Political turmoil finds artistic outlet at Basel fair

Political turmoil finds artistic outlet at Basel fair

BASEL, SWITZERLAND - Agence France-Presse
Hundreds of glass bottles suspended in nets or hanging from chains hauntingly illustrate the horrors of the slave trade, while 40,000 golden bullets are poised menacingly above an egg-covered surface.

The global political turmoil has left its mark on many of the works on display at this year’s Art Basel, the world’s biggest contemporary art fair.

With allusions to mass-migration tragedies, political populism, violent extremism and protest movements, even the more historically focused pieces appear to speak directly to today’s angst-provoking realities.

“This edition of Art Basel was chosen at a particularly political time,” the fair’s director, Marc Spiegler, said ahead of the public opening on June 15.

He said many recent pieces allude to the current political turbulence, but there are many others that are “particularly relevant even though they were made 10, 20, 30 years ago.” 

“The reality is that certain topics recur and that an artwork that was addressing that topic 30 years ago may seem particularly salient today,” he said.

That is the case for American artist Barbara Kruger, who takes on xenophobia and the rise of political populism in a piece made in 1994 that nonetheless seems to speak directly to a world colored by Brexit and the rise of leaders such as U.S. President Donald Trump.

Her huge poster “Our people are better than your people” displays a hate-filled message claiming to be “more intelligent, more powerful, more beautiful, and cleaner.” 

South African artist Sue Williamson’s vast installation “Messages from the Atlantic Passage” is new, but depicts a historical tragedy that still resonates.

The piece represents five of the 36,000 voyages that carried 12.5 million Africans to America as slaves from 1525 to 1866.

Muddied bottles, each engraved with information about a different slave, fill fishing nets suspended from the ceiling and hang from chains that feed into bottle-filled pools of trickling water.

“This is just a little sample of... this enormous group of millions who were taken,” Williamson said, drawing parallels to today’s “vast migration of people from countries which are politically unsafe, politically desperate.” 

“People crossing the Mediterranean in boats, drowning, and in this case they are willingly or not willingly forced by circumstance to try to seek a better life.” 

Elsewhere in the fair, Brazilian artist Cildo Meireles’s “Amerikkka” allows visitors who remove their shoes to gingerly walk on a red base covered with more than 20,000 white wooden eggs.

Above them hangs a ceiling that appears to be closing in, covered with 40,000 bullets.

Along with the allusion to the Ku Klux Klan in its title, this gives the piece a distinctly threatening feel, seeming to evoke how minorities might experience swelling rightwing extremism.


Political ugliness 

Other artists at Art Basel, meanwhile, explore reactions and solutions to political ugliness.

In the face of growing intolerance, Indian artist Subodh Gupta welcomes visitors into his installation “Cooking the World” - a shack made of pots and pans where he cooks and shares a meal, which he describes as “the strongest indicator of inclusion and acceptance into a community.” 

And American artist Susan Hiller’s “Die Gedanken sind frei” is a collection of more than 100 political songs dating as far back as the German peasant revolt of 1524.

Visitors can read texts of the songs on the walls, ranging from “We shall overcome” to Donna Summer’s “She works hard for the money,” and can pick which ones to play on a jukebox in the middle of the room.

“Extreme political situations generate lots and lots of music,” Hiller said, adding that today’s political context was so “strange” it was unclear what kinds of songs it would produce.

Nostalgically, she said her collection included “extremely good songs in Arabic which came out of the Arab Spring. But that has all turned into something else. Those songs in a way are now a tragic reminder of some hopes that have died.”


* What to do *
Whichever lines include the word "name", copy them as they appear in the data.

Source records
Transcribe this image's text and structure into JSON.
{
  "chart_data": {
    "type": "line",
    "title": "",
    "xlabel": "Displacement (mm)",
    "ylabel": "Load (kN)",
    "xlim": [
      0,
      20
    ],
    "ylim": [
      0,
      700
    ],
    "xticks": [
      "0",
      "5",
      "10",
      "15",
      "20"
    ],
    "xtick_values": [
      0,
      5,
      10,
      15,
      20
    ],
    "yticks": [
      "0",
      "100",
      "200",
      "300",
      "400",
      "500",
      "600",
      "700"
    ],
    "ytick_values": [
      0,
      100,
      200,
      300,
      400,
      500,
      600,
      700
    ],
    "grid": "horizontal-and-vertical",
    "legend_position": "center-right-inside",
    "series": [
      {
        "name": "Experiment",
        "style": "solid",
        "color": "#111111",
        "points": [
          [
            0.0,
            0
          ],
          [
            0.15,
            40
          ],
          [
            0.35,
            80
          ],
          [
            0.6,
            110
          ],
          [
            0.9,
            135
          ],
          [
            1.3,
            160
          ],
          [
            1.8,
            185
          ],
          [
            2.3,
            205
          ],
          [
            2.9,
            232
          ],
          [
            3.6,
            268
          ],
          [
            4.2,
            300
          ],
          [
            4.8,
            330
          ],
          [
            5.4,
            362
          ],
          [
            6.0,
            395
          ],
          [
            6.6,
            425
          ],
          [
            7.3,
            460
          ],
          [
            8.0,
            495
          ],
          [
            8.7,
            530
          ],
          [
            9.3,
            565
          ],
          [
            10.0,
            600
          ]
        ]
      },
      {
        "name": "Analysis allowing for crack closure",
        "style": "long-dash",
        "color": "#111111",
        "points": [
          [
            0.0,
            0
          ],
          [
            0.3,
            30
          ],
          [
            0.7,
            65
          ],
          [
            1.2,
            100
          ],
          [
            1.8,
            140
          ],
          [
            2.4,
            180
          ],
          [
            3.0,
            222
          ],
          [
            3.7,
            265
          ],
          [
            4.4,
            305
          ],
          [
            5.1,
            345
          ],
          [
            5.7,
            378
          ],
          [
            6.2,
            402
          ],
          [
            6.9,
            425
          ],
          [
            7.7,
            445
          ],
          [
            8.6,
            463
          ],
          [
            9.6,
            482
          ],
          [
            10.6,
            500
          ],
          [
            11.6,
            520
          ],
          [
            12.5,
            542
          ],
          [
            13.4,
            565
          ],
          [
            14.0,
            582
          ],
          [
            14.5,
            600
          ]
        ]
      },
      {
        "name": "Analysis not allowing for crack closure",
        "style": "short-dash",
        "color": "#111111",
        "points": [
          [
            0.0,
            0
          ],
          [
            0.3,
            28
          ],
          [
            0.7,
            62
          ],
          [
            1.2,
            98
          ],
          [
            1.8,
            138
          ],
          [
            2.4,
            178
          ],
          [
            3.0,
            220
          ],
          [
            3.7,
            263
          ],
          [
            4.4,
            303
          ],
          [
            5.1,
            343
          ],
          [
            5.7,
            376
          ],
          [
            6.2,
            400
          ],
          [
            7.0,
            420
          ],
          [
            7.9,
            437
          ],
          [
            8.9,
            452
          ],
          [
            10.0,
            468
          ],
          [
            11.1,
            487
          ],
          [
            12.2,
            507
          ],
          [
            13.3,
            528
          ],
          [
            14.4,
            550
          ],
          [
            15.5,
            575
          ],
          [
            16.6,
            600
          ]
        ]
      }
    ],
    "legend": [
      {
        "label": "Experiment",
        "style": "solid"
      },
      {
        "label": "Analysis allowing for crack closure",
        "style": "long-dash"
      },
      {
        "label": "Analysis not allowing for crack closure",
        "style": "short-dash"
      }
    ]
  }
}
==
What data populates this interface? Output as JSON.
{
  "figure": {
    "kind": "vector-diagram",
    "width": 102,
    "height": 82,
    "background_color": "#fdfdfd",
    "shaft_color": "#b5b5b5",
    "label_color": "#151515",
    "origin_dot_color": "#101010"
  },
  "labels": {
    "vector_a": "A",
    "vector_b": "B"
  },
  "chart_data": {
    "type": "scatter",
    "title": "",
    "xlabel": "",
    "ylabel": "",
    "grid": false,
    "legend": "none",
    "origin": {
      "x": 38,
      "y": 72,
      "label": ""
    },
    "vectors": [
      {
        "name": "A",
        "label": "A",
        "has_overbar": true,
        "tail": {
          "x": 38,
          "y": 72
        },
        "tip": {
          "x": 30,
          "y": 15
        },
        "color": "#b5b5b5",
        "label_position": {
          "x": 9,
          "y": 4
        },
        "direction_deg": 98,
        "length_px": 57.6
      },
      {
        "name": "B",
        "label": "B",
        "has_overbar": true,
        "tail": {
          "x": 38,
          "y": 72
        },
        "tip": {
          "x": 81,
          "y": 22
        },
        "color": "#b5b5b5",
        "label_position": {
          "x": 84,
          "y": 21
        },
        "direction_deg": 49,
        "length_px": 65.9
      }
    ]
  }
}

* Task answer *
        "name": "Experiment",
        "name": "Analysis allowing for crack closure",
        "name": "Analysis not allowing for crack closure",
        "name": "A",
        "name": "B",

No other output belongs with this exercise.